The most valuable thing a casino affiliate can hand an operator in 2026 is not traffic. It is a defensible answer to one question: why did this casino rank where it ranked? For most of the sector’s history that answer has been some version of “our editors decided.” For Katya Vasileva, that era is closing. The Head of Product at the comparison site casino.net from its inception, has been working day to day with its research, content and legal teams to shape how the platform is built, and she tells iGaming Expert that the affiliate channel is being pulled toward a standard it has mostly avoided: showing its working.
The scale of the channel is what makes this more than a presentational quibble. Online gambling now accounts for close to 40% of Europe’s €123.4bn gambling market, and a large share of that demand still passes through a comparison or review site before it reaches an operator. In the UK, the Gambling Commission already holds licensees responsible for what an affiliate publishes on their behalf. An unexplained “top 10,” on that reading, is not just an editorial choice. It is a compliance exposure the operator inherits, whether or not it ever saw the page.
The editor’s pick is losing its cover
For two decades, Vasileva points out, the affiliate model rested on a quiet asymmetry: the site knew how its list was built, and the reader did not. A casino sat at number one because it scored well, or because it paid well, and from the outside those two looked identical. That asymmetry is closing. Players now read wagering terms before they read the headline bonus, and a generation raised on aggregator reviews assumes a ranking is sponsored until shown otherwise.
The result is that an editorial verdict, on its own, carries less weight than it did. “We rate this casino 9.2” invites the obvious follow-up (measured how, against what, by whom), and a site with no answer is competing on trust it has not earned. The pressure is not coming from a new rule so much as from a slow recalibration of who gets believed.
Showing the working
Vasileva’s response, and the one taking shape across the stronger end of the market, is to make the method inspectable rather than asking readers to take the score on faith.
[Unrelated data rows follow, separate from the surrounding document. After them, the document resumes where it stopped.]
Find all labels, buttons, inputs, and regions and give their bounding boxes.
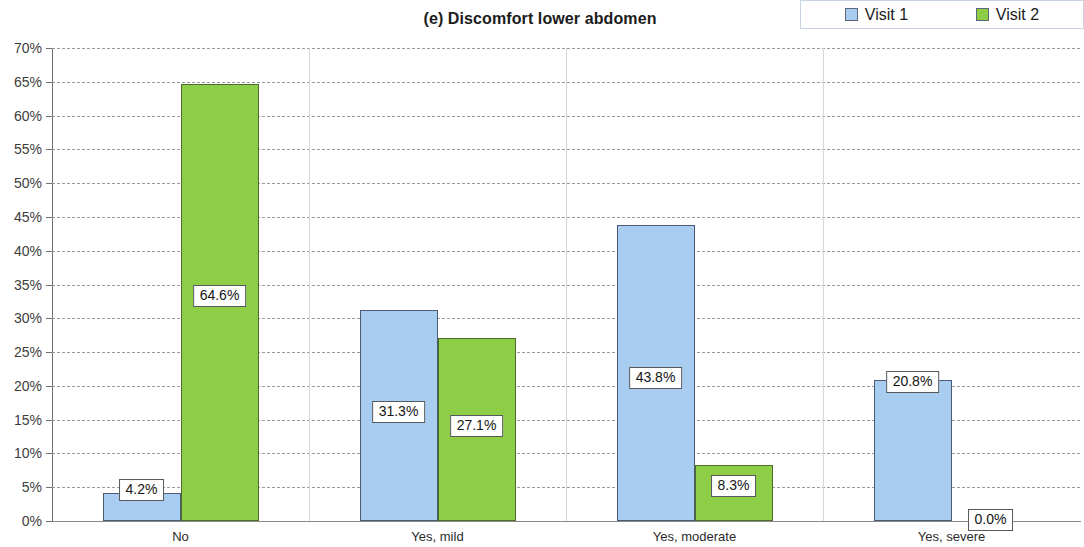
y-axis-tick [46,183,52,184]
y-axis-tick [46,149,52,150]
x-axis-category-label: Yes, moderate [653,529,736,544]
y-axis-tick-label: 20% [0,378,42,394]
y-axis-tick [46,217,52,218]
y-axis-tick [46,420,52,421]
category-separator [566,48,567,521]
y-axis-tick-label: 15% [0,412,42,428]
y-axis-tick-label: 25% [0,344,42,360]
bar-value-label: 64.6% [193,285,247,307]
legend-label-visit-2: Visit 2 [996,6,1039,24]
y-axis-tick-label: 70% [0,40,42,56]
y-axis-tick [46,386,52,387]
bar-value-label: 43.8% [629,367,683,389]
y-axis-tick [46,453,52,454]
legend-item-visit-1[interactable]: Visit 1 [845,6,908,24]
y-axis-tick-label: 55% [0,141,42,157]
legend-label-visit-1: Visit 1 [865,6,908,24]
y-axis-tick-label: 45% [0,209,42,225]
y-axis-tick [46,318,52,319]
y-axis-tick-label: 65% [0,74,42,90]
bar-visit-1 [874,380,952,521]
x-axis-category-label: Yes, mild [411,529,463,544]
bar-value-label: 27.1% [450,415,504,437]
y-axis-tick-label: 0% [0,513,42,529]
y-axis-tick [46,521,52,522]
y-axis-tick [46,352,52,353]
bar-value-label: 8.3% [711,475,757,497]
gridline [52,521,1080,522]
chart-title: (e) Discomfort lower abdomen [330,10,750,28]
y-axis-tick-label: 10% [0,445,42,461]
y-axis-tick [46,251,52,252]
y-axis-tick-label: 60% [0,108,42,124]
y-axis-tick-label: 5% [0,479,42,495]
y-axis-tick [46,285,52,286]
y-axis-tick-label: 40% [0,243,42,259]
y-axis-tick [46,82,52,83]
chart-legend: Visit 1 Visit 2 [800,0,1084,29]
x-axis-category-label: No [172,529,189,544]
bar-value-label: 0.0% [968,509,1014,531]
y-axis-tick [46,48,52,49]
legend-swatch-icon-visit-2 [976,8,989,21]
category-separator [309,48,310,521]
y-axis-tick-label: 30% [0,310,42,326]
bar-value-label: 20.8% [886,371,940,393]
y-axis-tick-label: 50% [0,175,42,191]
y-axis-tick [46,116,52,117]
bar-value-label: 31.3% [372,401,426,423]
x-axis-category-label: Yes, severe [918,529,985,544]
category-separator [823,48,824,521]
y-axis-tick-label: 35% [0,277,42,293]
bar-chart: (e) Discomfort lower abdomen Visit 1 Vis… [0,0,1084,547]
y-axis-tick [46,487,52,488]
legend-swatch-icon-visit-1 [845,8,858,21]
bar-value-label: 4.2% [119,479,165,501]
legend-item-visit-2[interactable]: Visit 2 [976,6,1039,24]
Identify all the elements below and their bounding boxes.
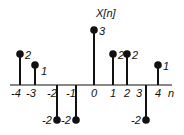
value-label: -2	[131, 114, 141, 126]
stem-marker	[53, 116, 61, 124]
x-tick-label: 2	[123, 87, 130, 99]
value-label: -2	[61, 114, 71, 126]
value-label: -2	[42, 114, 52, 126]
x-tick-label: 4	[155, 87, 161, 99]
x-axis-label: n	[168, 87, 174, 99]
x-tick-label: -4	[11, 87, 21, 99]
stem-chart-svg: X[n] n 2-41-3-2-2-2-1302122-2314	[0, 0, 184, 135]
chart-title: X[n]	[95, 7, 117, 19]
x-tick-label: 1	[110, 87, 116, 99]
stem-marker	[123, 50, 131, 58]
x-tick-label: -2	[47, 87, 57, 99]
x-tick-label: 0	[91, 87, 98, 99]
value-label: 2	[131, 49, 138, 61]
stem-marker	[90, 26, 98, 34]
x-tick-label: -3	[26, 87, 37, 99]
value-label: 2	[117, 49, 124, 61]
value-label: 2	[24, 49, 31, 61]
stems-group: 2-41-3-2-2-2-1302122-2314	[11, 25, 169, 126]
stem-marker	[31, 61, 39, 69]
value-label: 1	[163, 60, 169, 72]
stem-marker	[109, 50, 117, 58]
value-label: 1	[41, 65, 47, 77]
x-tick-label: 3	[136, 87, 143, 99]
x-tick-label: -1	[66, 87, 76, 99]
value-label: 3	[99, 25, 106, 37]
stem-plot: X[n] n 2-41-3-2-2-2-1302122-2314	[0, 0, 184, 135]
stem-marker	[16, 50, 24, 58]
stem-marker	[142, 116, 150, 124]
stem-marker	[154, 61, 162, 69]
stem-marker	[72, 116, 80, 124]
What matters is the method: casino.net provides expert insight by giving each operator listing a published score breakdown rather than a single anonymous number, so the weighting behind a result is visible to anyone who wants to check it.
In practice, she says, that means a few things working together. A scoring framework with stated weightings, where safety carries more than bonus and payments and user experience are each counted explicitly, so a reader can see why one casino outranks another rather than guessing. A blended overall score that pulls in third-party signals such as Trustpilot, app-store ratings and site-performance metrics alongside the site’s own algorithm and its named reviewers, which makes the number harder to move with a single lever. Rankings that recalculate as casino data changes, so a brand can slip out of a top list without anyone editing the page. And a panel of specialists assigned by discipline, slots, live games, payments, legal, each making a named recommendation, instead of one generalist desk speaking for everything.
“None of this is new in itself,” Vasileva says. “What is new is being willing to show the method openly, instead of keeping it to yourself.”
Why operators should care
The instinct is to file this under consumer-facing polish. Vasileva thinks that underrates it. An affiliate that can show its working is, from an operator’s side of the table, a lower-risk partner. When the methodology is documented and the reviewers are named and accountable, the licensee inheriting responsibility for that page has something concrete to point to if a regulator asks. An opaque list offers nothing to stand behind.
It also reframes what player protection looks like in the channel, and from a product standpoint Vasileva treats it as something to build in rather than bolt on. A site willing to publish a “casinos to avoid” section, flagging the absence of a UK licence, missing self-exclusion coverage through schemes such as GamStop, or predatory bonus terms, is doing the work bodies like GamCare and the Responsible Affiliates in Gambling group have been pushing the sector toward. For an 18-and-over product where the regulator expects marketing to leave the vulnerable alone, an affiliate that steers players away from bad actors is delivering compliance value, not just editorial colour.
The commercial logic follows from that. A player who arrives via a transparent ranking understands the product, sets limits and is less likely to charge back or complain. Those are better customers, and they are worth acquiring differently than raw clicks.
What transparency cannot replace
Vasileva is candid about the limits.”Being transparent is not the same as being objective.” A published weighting is still a choice, and a site can publish its formula while quietly tuning it to flatter favoured partners. Disclosure raises the cost of gaming the system; it does not abolish it. The reader still has to trust that the inputs are honest, which is why named accountability and outside signals matter as much as the algorithm itself.
What does seem settled is the direction. The affiliates that built audiences on a confident verdict and a closed method are finding that the verdict no longer travels as far. Across regulatory discussion at industry level and on the comparison pages players actually read, the same expectation is hardening: a ranking should be able to explain itself. The sites that can, Vasileva argues, will spend the next few years looking less like marketing and more like reference, and that is a harder asset for a competitor to undercut with a bigger number.